Remembering a profound personal lesson from the PCG’s copyright victory
January 16, 2015, marks the 12-year anniversary of the day I received a very important telephone call from Mark Helm, our principle lawyer at Munger, Tolles and Olsen. It was Mr. Helm who spoke so brilliantly for us during the many hours of depositions and courtroom hearings during our court case.
I had been out of the office when the call came. When I received the message to call him, I did so immediately. Mark’s secretary put me through to his office. “Are you sitting down?” he asked me. I said, “Well, yes, what’s on your mind?” “You got it all,” he responded quickly, “not just Mystery of the Ages, you got all the written works you asked for … all 19!”
My heart skipped a beat and I was lifted into another world. I still cannot describe in words what a spiritual high I felt during that phone call. I was dazed, much like I was on my wedding day. I knew God had just given His Philadelphia Church something really big and fantastic. What miraculous and wonderful news. It was a long time coming—six years in fact.
I knew it was January 16, the anniversary of Herbert W. Armstrong’s death. Pastor General Gerald Flurry had stressed for years that we all should pay close attention to that date because an event like the death of God’s end-time Elijah is important to God. So, I was looking for something to happen. Well, it happened!
I think back on that day and the other astounding events of the court case often. God gave me a unique experience working with the lawyers and being directly involved with the main participants of the case from both the Philadelphia Church of God (pcg) and the Worldwide Church of God (wcg), now called Grace Communion International (gci). Stephen Flurry has ably recorded for us the notable spiritual details of the court case in Raising the Ruins. Now would be a good time to read this important book if you have not already done so. Of course, re-reading it would be good. Why?
Ponder the Magnitude
“The way we fought in the court case is the crown jewel of our conversion—a real demonstration of our love for God, for each other, and for this world. This identifies us to the whole world,” Gerald Flurry stated in his article “The Mantle of Elijah” (Royal Vision, July-August 2003). Mr. Flurry was not just talking poetically here. The leaders of the wcg were hell-bent on grinding the pcg into the ground, never to rise again. The court case was a real fight for the survival to do God’s Work of keeping His message alive and active on Earth.
All of us who worked on the case know that it was God who gave us the victory.
“We all need to pray and ponder on the magnitude of what happened with this victory. I don’t thinkpcg will ever experience one greater,” admonished our pastor general in this same article. We need to fully believe what Mr. Flurry says here. How excited are we about our right to print and distributeMystery of the Ages and the other 18 works of Mr. Armstrong?
I visited our lawyers in August 2003, some seven months after the court case victory. Kelly Klaus, a second lawyer assisting Mark Helm with our case, confided in me that he had never worked on a case like ours before. All of the cases he was currently working on he considered routine—even boring. Over lunch with our lawyers, we had a rousing discussion about the major events of the case. I could tell they all missed the excitement of working with Mr. Flurry, his son Stephen and me. They were still excited about the case and what was happening in the pcg as a result.
What about you? Are you still thrilled to remember our court case?
If you invest the time to study and reflect again on this victory, God will reignite your excitement and passion to completing God’s Work. To help you recapture the significance of the case, I will relate a personal spiritual lesson that I learned while working on the court case.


Required action: Transcribe, with complete accuracy, all of the entries below except for the pictures.

Source data:
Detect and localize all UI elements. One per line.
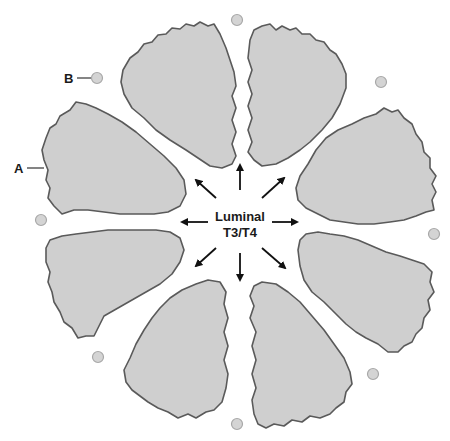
arrow-up-left-icon xyxy=(196,180,216,198)
arrow-down-right-icon xyxy=(262,248,285,268)
arrow-down-left-icon xyxy=(196,248,216,266)
cell-bottom-left xyxy=(124,280,228,418)
arrow-up-right-icon xyxy=(262,178,284,198)
follicle-diagram: Luminal T3/T4 A B xyxy=(0,0,450,441)
label-a: A xyxy=(14,161,24,176)
center-label-line2: T3/T4 xyxy=(223,225,258,240)
center-label-line1: Luminal xyxy=(215,209,265,224)
label-b: B xyxy=(64,71,73,86)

Exercise result:
Detect and localize all UI elements. One per line.
arrow-up-left-icon xyxy=(196,180,216,198)
arrow-down-right-icon xyxy=(262,248,285,268)
arrow-down-left-icon xyxy=(196,248,216,266)
cell-bottom-left xyxy=(124,280,228,418)
arrow-up-right-icon xyxy=(262,178,284,198)
follicle-diagram: Luminal T3/T4 A B xyxy=(0,0,450,441)
label-a: A xyxy=(14,161,24,176)
center-label-line2: T3/T4 xyxy=(223,225,258,240)
center-label-line1: Luminal xyxy=(215,209,265,224)
label-b: B xyxy=(64,71,73,86)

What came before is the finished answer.